Tribute to Pole who sailed solo around the world
PR dla Zagranicy
Paweł Kononczuk
29.04.2019 12:28
An exhibition in tribute to Leonid Teliga, the first Pole to singlehandedly circumnavigate the globe, is on in the Baltic city of Gdańsk.
Image by Ylanite Koppens from Pixabay
It was 50 years ago, on April 30, 1969, that Teliga completed his journey after two years and two months at sea.
The odyssey included an unprecedented feat which saw Teliga covering 13,500 nautical miles from Fiji to Dakar and spending 165 days on board his 9.8-metre-long yacht without calling at any port.
Born in 1917, Teliga fought, and was wounded, when Poland was attacked by Germany in September 1939.
In 1942 he joined the Polish Army in the West and with it he arrived in Britain. He served as a gunner in Squadron 300, a Polish World War II bomber unit which fought alongside Britain’s Royal Air Force.
After returning to Poland in 1947, Teliga worked as a skipper, sailing instructor, journalist and writer.
He died on May 21, 1970, less than a year after fulfilling his life-long dream of a solo around-the-world trip. He was 53.
The exhibition, which also documents other historic yachting expeditions, is being staged at the Gdańsk branch of the Library of the Polish Academy of Sciences until May 18.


## ACTIVITY
Return all the entries below exactly, except for the images they hold.

Items from a figure collection:
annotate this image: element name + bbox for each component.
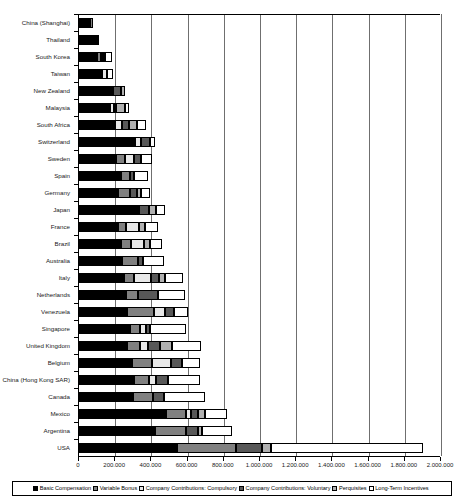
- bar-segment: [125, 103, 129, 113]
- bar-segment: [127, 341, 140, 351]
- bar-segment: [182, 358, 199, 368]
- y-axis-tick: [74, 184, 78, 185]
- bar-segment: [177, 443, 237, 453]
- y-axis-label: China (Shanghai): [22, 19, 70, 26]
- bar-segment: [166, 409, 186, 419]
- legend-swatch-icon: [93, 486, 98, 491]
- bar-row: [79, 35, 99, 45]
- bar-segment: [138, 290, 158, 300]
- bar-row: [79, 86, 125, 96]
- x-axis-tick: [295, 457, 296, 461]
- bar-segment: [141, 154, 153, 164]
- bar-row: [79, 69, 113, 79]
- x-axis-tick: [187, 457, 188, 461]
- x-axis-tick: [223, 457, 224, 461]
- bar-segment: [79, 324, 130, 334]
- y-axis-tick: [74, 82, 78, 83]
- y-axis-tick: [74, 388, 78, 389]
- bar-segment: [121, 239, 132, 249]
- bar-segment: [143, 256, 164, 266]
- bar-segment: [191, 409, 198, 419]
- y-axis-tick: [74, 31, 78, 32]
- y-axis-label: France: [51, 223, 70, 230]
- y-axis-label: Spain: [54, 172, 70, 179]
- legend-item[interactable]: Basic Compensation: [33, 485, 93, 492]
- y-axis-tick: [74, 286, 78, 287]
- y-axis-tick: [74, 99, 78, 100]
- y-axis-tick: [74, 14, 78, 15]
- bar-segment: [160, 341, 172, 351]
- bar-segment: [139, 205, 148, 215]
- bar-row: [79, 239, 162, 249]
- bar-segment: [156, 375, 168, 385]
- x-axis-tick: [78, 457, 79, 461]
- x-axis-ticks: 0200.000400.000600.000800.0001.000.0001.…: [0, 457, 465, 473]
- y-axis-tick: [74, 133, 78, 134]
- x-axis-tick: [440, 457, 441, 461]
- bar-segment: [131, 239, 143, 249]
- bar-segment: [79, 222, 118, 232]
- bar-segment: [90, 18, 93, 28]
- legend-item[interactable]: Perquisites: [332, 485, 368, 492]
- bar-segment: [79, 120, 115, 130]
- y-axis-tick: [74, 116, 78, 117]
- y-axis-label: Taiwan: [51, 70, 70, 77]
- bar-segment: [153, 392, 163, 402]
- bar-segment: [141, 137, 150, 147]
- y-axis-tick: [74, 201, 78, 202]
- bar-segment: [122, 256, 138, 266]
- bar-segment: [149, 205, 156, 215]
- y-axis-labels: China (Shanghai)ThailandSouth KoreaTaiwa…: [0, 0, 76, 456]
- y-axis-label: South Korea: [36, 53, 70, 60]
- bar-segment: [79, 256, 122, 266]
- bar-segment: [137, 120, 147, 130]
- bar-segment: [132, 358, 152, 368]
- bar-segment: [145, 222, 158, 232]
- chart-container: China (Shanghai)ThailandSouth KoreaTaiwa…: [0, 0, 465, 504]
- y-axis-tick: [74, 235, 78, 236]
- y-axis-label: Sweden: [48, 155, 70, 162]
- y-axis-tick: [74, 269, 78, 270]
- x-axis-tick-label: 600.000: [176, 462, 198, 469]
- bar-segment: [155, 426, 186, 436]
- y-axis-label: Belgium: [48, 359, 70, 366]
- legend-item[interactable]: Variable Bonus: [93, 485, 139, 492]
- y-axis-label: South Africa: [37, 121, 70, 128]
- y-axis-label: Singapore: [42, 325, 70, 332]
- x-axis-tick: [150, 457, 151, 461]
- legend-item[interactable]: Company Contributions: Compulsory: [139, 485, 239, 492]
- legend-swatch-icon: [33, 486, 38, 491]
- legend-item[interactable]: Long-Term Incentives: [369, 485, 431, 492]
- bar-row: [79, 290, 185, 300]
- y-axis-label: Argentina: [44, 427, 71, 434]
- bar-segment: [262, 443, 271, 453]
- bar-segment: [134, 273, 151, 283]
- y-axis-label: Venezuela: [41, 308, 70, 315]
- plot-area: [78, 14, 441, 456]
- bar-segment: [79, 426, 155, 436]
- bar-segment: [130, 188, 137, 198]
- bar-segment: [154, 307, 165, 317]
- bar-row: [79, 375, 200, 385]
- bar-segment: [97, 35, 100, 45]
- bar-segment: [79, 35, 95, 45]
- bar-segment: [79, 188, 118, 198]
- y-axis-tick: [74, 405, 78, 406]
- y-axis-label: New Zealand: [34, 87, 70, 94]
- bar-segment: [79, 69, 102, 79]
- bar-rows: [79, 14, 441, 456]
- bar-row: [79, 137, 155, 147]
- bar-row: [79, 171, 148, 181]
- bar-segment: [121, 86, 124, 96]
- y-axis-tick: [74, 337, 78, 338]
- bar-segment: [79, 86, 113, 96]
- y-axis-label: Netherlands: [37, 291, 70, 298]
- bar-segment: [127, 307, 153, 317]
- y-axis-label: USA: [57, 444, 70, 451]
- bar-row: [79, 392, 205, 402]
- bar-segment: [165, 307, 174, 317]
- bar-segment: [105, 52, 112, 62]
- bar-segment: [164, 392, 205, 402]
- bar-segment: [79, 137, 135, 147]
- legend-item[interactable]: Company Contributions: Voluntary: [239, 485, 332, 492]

## OUTPUT BELOW
annotate this image: element name + bbox for each component.
- bar-segment: [125, 103, 129, 113]
- bar-segment: [127, 341, 140, 351]
- bar-segment: [182, 358, 199, 368]
- y-axis-tick: [74, 184, 78, 185]
- bar-segment: [177, 443, 237, 453]
- y-axis-label: China (Shanghai): [22, 19, 70, 26]
- bar-segment: [166, 409, 186, 419]
- legend-swatch-icon: [93, 486, 98, 491]
- bar-row: [79, 35, 99, 45]
- bar-segment: [138, 290, 158, 300]
- bar-row: [79, 86, 125, 96]
- x-axis-tick: [295, 457, 296, 461]
- bar-segment: [141, 154, 153, 164]
- bar-row: [79, 69, 113, 79]
- x-axis-tick: [187, 457, 188, 461]
- x-axis-tick: [223, 457, 224, 461]
- bar-segment: [79, 324, 130, 334]
- y-axis-tick: [74, 82, 78, 83]
- y-axis-tick: [74, 388, 78, 389]
- bar-segment: [121, 239, 132, 249]
- bar-segment: [143, 256, 164, 266]
- bar-segment: [191, 409, 198, 419]
- y-axis-tick: [74, 31, 78, 32]
- y-axis-label: France: [51, 223, 70, 230]
- y-axis-label: Spain: [54, 172, 70, 179]
- legend-item[interactable]: Basic Compensation: [33, 485, 93, 492]
- y-axis-tick: [74, 286, 78, 287]
- y-axis-tick: [74, 99, 78, 100]
- y-axis-tick: [74, 14, 78, 15]
- bar-segment: [160, 341, 172, 351]
- bar-segment: [139, 205, 148, 215]
- bar-row: [79, 239, 162, 249]
- bar-segment: [156, 375, 168, 385]
- x-axis-tick: [78, 457, 79, 461]
- x-axis-ticks: 0200.000400.000600.000800.0001.000.0001.…: [0, 457, 465, 473]
- y-axis-tick: [74, 133, 78, 134]
- x-axis-tick: [440, 457, 441, 461]
- bar-segment: [131, 239, 143, 249]
- bar-segment: [79, 222, 118, 232]
- bar-segment: [90, 18, 93, 28]
- legend-item[interactable]: Perquisites: [332, 485, 368, 492]
- bar-segment: [79, 120, 115, 130]
- y-axis-tick: [74, 116, 78, 117]
- y-axis-label: Taiwan: [51, 70, 70, 77]
- bar-segment: [153, 392, 163, 402]
- bar-segment: [141, 137, 150, 147]
- y-axis-tick: [74, 201, 78, 202]
- bar-segment: [122, 256, 138, 266]
- bar-segment: [149, 205, 156, 215]
- y-axis-labels: China (Shanghai)ThailandSouth KoreaTaiwa…: [0, 0, 76, 456]
- y-axis-label: South Korea: [36, 53, 70, 60]
- bar-segment: [79, 256, 122, 266]
- bar-segment: [137, 120, 147, 130]
- bar-segment: [132, 358, 152, 368]
- bar-segment: [145, 222, 158, 232]
- chart-container: China (Shanghai)ThailandSouth KoreaTaiwa…: [0, 0, 465, 504]
- y-axis-tick: [74, 235, 78, 236]
- y-axis-label: Sweden: [48, 155, 70, 162]
- y-axis-tick: [74, 269, 78, 270]
- x-axis-tick-label: 600.000: [176, 462, 198, 469]
- bar-segment: [155, 426, 186, 436]
- y-axis-label: Belgium: [48, 359, 70, 366]
- legend-item[interactable]: Variable Bonus: [93, 485, 139, 492]
- y-axis-label: South Africa: [37, 121, 70, 128]
- y-axis-label: Singapore: [42, 325, 70, 332]
- x-axis-tick: [150, 457, 151, 461]
- legend-item[interactable]: Company Contributions: Compulsory: [139, 485, 239, 492]
- legend-swatch-icon: [33, 486, 38, 491]
- legend-item[interactable]: Long-Term Incentives: [369, 485, 431, 492]
- bar-row: [79, 290, 185, 300]
- y-axis-label: Argentina: [44, 427, 71, 434]
- bar-segment: [262, 443, 271, 453]
- bar-segment: [134, 273, 151, 283]
- y-axis-label: Venezuela: [41, 308, 70, 315]
- plot-area: [78, 14, 441, 456]
- bar-segment: [79, 426, 155, 436]
- bar-segment: [130, 188, 137, 198]
- bar-segment: [154, 307, 165, 317]
- bar-row: [79, 375, 200, 385]
- bar-segment: [97, 35, 100, 45]
- bar-segment: [79, 35, 95, 45]
- bar-segment: [79, 188, 118, 198]
- y-axis-tick: [74, 405, 78, 406]
- y-axis-label: New Zealand: [34, 87, 70, 94]
- bar-segment: [79, 69, 102, 79]
- bar-rows: [79, 14, 441, 456]
- bar-row: [79, 137, 155, 147]
- bar-row: [79, 171, 148, 181]
- bar-segment: [121, 86, 124, 96]
- y-axis-tick: [74, 337, 78, 338]
- bar-segment: [79, 86, 113, 96]
- y-axis-label: Netherlands: [37, 291, 70, 298]
- bar-segment: [127, 307, 153, 317]
- y-axis-label: USA: [57, 444, 70, 451]
- bar-row: [79, 392, 205, 402]
- bar-segment: [165, 307, 174, 317]
- bar-segment: [105, 52, 112, 62]
- bar-segment: [164, 392, 205, 402]
- bar-segment: [79, 137, 135, 147]
- legend-item[interactable]: Company Contributions: Voluntary: [239, 485, 332, 492]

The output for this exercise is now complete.